Ted Wallace, a researcher with the Mississippi Agricultural and Forestry Experiment Station, received a $25,000 grant for 2012 from Cotton Inc. to continue his work developing nematode-resistant cotton cultivars.
To date, he has selected breeding lines that show resistance to two of the most important nematode pests in cotton. Losses to nematodes -- a microscopic, worm-like pest that feeds on the roots of plants -- exceeded half a million bales of cotton in 2005.
“One of the primary challenges in this effort is to eliminate undesirable traits genetically linked to resistance and combine resistance with desirable traits, such as high yield and good fiber quality,” Wallace said.
He has completed three growing seasons using marker-assisted selection, and the grant will allow him to continue this effort.

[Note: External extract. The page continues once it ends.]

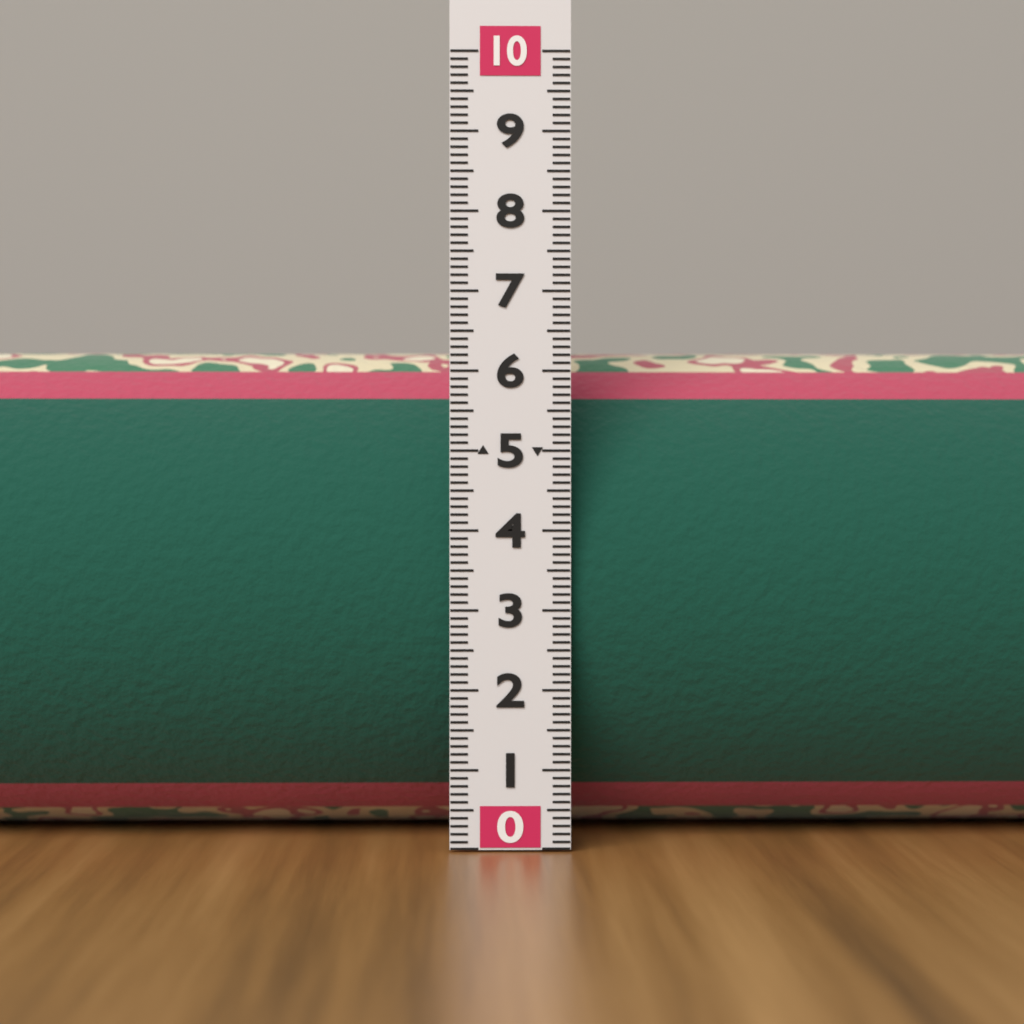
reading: 6.4 (no unit)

“In each year of breeding, genetic markers are used to assist in the identification of resistance plants, thereby reducing the need to grow plants in nematode-infested soils to determine whether or not they are resistant,” Wallace said. “To date, more than 10,000 plants have been evaluated with markers in search of a desirable combination of resistance, yield and fiber quality.”
The search continues, and plants already identified will be evaluated in formal testing this year.
Wallace is working on this project at MSU’s Delta Research and Extension Center in Stoneville with MAFES researchers Peggy Thaxton and Bobby Golden and U.S. Department of Agriculture-Agricultural Research Service scientists Brian Scheffler and Jodi Scheffler.